The mechanical alarm wristwatch is one of the harder horological problems: producing an audible sound from a wrist-mounted device requires a striking mechanism (a small hammer striking a gong or pin), which requires a separate energy source (the alarm barrel) so striking does not drain the timekeeping mainspring. The earliest alarm pocket watches date to the 18th century; the wristwatch challenge is doing this within the 30-40mm case constraint.
Vulcain's Cricket, launched in 1947, was the first wristwatch alarm with sufficient sound output to wake a sleeping wearer. The Vulcain Cal. 120 used a twin-membrane caseback construction: a small steel diaphragm vibrated by the alarm hammer produced a buzzing sound transmitted through the caseback. The Cricket became the "Watch of the US Presidents": gifted to Harry Truman, then to subsequent presidents through Lyndon B. Johnson; the cultural mythos has remained a Vulcain marketing pillar.
"The Cricket was loud enough to wake a man from a desk. The Memovox softened the buzz to a gentleman's reminder. Both said the same thing: the watch tells you when, and now it tells you when to look at it."- Watch historian on the alarm-wristwatch tradition
Jaeger-LeCoultre's Memovox launched in 1950 with the JLC Cal. 489 alarm caliber; the Memovox name (Latin: "memo + vox", "voice of memory") became the dominant brand identity for the alarm category. The Cal. 815 (1956) was the workhorse Memovox movement, used in JLC references and supplied to Longines, IWC, and other Swiss brands as a base caliber. Memovox Deep Sea (1959) was a dive-alarm variant for divers requiring a no-decompression timer. Memovox Polaris (1965) added an inner rotating bezel and is the most-collected vintage Memovox reference.
Through the 1950s-60s, the alarm watch was a standard category at the upper-mid tier: Vacheron Constantin Memovox, IWC alarm references, Omega Memomatic, Vulcain Cricket evolutions, and various Russian and Japanese alarm wristwatches. The mechanism became more refined: Memomatic automatic-wound alarm calibres, tonal pin alarms (struck pin instead of membrane gong), and various complication-stacked variants (alarm + GMT, alarm + chronograph at the very top).
The quartz crisis ended the mainstream alarm category. Digital quartz alarm watches (Casio G-Shock with multi-alarm functionality, Seiko alarm chronographs, basic Casio digitals) provided louder, more reliable, multiple-set alarms at 1/100 the cost. By 1980 the mechanical alarm wristwatch had become a residual heritage product; production volumes collapsed; only the JLC Memovox programme continued at meaningful scale through the 1980s-90s.
The modern alarm-watch revival began in the early 2000s as part of the broader haute-horlogerie reconsideration of vintage complications. Vulcain revived the Cricket programme with the Cal. V-10 (1985 base reissued), Cal. V-21 (modern automatic alarm), and various heritage-positioned references. JLC reissued the Memovox Polaris in the 2000s as a heritage flagship; the modern Master Memovox uses the in-house Cal. 956 alarm. Tudor's 2010 Heritage Advisor and Breguet's Tradition Reveil also revisit the category. None of these have achieved volume; the category is now a haute-horlogerie heritage niche rather than a mainstream segment.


What the task asks:
Pick out the lines below that contain the string "monogamousS" and copy them all.

Data for review:
::::

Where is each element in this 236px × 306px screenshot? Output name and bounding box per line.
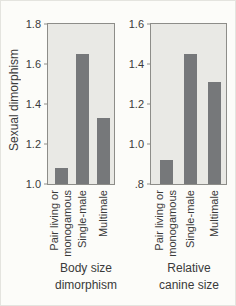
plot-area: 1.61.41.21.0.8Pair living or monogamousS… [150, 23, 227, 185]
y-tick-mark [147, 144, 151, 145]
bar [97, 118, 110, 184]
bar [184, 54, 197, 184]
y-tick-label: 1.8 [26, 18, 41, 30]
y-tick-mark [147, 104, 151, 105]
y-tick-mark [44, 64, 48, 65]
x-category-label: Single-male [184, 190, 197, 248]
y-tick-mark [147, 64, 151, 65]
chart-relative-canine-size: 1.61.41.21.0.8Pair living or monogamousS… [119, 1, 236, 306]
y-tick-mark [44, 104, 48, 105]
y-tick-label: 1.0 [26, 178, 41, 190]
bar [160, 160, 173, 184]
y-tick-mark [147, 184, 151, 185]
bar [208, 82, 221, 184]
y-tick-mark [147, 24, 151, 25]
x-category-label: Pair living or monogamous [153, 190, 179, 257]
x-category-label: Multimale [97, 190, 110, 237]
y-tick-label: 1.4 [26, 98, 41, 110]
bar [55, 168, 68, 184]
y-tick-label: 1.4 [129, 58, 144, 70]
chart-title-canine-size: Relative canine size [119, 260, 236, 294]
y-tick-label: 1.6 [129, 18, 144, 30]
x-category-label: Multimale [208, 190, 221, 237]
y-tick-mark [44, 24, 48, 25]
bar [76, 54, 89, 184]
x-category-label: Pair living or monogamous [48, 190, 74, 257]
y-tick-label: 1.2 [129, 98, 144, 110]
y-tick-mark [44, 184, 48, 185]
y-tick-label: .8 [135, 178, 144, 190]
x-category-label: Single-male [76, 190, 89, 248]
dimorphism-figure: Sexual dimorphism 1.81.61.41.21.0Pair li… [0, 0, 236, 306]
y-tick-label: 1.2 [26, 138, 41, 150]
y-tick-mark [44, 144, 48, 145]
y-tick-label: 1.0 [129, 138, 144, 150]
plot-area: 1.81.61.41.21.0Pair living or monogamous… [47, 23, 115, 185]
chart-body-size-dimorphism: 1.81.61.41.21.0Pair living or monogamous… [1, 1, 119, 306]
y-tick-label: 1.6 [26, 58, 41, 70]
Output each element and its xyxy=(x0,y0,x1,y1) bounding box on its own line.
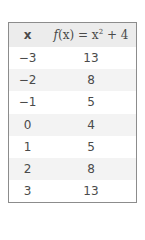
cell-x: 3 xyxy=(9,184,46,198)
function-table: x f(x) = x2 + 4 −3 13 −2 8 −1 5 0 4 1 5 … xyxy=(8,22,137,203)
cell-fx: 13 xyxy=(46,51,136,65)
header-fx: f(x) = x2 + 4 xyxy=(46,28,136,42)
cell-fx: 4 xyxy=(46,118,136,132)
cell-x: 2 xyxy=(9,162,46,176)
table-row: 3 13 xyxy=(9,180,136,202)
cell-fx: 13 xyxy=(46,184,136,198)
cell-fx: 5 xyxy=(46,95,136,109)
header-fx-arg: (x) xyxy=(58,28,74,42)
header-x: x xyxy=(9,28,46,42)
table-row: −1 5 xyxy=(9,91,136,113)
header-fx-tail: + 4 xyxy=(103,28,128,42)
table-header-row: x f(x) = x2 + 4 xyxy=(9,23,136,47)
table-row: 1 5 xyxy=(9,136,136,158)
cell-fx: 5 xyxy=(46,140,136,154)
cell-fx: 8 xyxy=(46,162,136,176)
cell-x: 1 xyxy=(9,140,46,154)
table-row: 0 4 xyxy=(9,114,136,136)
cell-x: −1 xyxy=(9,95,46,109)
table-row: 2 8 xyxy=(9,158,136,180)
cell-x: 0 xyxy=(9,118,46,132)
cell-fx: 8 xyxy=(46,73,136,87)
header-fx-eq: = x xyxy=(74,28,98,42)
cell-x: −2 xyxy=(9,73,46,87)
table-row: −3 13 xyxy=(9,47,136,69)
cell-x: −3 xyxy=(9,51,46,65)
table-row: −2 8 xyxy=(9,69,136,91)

::::

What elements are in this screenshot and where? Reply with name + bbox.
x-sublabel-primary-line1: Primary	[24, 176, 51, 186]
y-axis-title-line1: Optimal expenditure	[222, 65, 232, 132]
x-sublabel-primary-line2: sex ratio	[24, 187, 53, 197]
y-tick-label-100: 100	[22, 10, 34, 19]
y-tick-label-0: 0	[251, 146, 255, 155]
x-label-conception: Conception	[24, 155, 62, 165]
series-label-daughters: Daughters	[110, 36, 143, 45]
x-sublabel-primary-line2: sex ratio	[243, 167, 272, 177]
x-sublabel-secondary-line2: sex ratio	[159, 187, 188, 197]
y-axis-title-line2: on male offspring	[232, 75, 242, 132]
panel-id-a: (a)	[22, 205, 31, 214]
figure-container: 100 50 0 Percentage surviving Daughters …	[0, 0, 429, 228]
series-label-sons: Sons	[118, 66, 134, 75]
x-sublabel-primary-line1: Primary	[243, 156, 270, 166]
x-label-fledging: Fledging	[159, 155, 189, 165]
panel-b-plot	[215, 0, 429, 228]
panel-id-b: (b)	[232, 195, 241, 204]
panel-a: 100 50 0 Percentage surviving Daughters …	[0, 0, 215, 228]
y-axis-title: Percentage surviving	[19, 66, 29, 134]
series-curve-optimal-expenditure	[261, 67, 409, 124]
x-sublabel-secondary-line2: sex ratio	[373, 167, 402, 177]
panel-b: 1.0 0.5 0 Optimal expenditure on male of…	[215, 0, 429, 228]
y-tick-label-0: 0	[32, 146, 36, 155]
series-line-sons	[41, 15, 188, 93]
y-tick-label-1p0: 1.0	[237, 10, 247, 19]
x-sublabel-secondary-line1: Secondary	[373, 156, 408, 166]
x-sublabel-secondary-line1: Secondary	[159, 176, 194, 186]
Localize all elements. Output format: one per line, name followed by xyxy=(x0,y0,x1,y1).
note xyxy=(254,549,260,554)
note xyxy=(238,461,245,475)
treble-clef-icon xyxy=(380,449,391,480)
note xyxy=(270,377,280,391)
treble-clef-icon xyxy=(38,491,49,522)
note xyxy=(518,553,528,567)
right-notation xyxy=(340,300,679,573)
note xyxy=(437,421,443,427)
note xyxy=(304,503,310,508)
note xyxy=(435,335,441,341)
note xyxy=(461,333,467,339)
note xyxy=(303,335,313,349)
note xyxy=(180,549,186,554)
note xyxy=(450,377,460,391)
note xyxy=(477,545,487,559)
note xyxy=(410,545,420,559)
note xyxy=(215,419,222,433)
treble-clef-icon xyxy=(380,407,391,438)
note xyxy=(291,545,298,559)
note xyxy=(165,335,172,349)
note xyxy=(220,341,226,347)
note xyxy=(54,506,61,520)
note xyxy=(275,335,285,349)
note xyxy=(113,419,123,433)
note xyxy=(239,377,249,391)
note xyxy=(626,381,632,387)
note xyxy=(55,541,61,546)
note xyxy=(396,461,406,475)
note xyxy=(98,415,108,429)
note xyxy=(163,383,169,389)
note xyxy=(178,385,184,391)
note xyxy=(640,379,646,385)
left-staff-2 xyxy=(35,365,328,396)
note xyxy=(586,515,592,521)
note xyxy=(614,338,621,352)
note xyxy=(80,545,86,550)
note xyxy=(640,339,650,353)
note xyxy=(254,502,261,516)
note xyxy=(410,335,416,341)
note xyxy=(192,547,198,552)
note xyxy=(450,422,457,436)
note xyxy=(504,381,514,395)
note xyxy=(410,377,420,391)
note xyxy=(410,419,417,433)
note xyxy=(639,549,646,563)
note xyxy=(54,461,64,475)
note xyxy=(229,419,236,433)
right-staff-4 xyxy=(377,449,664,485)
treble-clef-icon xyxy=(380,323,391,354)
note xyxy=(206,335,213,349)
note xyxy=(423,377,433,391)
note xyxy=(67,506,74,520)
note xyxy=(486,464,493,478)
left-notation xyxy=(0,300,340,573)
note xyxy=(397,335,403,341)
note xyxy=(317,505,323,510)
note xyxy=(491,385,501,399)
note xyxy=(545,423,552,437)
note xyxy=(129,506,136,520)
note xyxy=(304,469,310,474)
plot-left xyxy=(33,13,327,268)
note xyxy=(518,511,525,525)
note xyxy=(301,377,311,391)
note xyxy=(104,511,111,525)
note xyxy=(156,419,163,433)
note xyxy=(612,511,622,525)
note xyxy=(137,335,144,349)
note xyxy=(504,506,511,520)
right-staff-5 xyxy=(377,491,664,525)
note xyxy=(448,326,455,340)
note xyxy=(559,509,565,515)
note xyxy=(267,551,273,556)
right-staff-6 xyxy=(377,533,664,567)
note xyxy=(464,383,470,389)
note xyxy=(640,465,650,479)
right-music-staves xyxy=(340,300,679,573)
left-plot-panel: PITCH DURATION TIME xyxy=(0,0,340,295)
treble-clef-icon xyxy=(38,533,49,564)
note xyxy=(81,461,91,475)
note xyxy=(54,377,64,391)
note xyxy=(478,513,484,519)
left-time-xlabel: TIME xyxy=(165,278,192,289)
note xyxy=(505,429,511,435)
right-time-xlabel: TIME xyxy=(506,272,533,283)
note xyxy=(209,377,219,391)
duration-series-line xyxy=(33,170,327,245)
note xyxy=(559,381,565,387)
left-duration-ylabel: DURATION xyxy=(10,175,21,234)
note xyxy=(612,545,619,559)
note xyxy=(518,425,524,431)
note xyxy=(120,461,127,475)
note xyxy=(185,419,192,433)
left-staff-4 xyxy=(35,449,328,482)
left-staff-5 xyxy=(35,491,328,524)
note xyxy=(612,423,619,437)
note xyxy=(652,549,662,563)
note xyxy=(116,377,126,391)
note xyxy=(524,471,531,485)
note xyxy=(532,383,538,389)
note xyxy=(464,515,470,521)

::::

Finished exercise:
plot-area: 1.61.41.21.0.8Pair living or monogamousS… [150, 23, 227, 185]
chart-relative-canine-size: 1.61.41.21.0.8Pair living or monogamousS… [119, 1, 236, 306]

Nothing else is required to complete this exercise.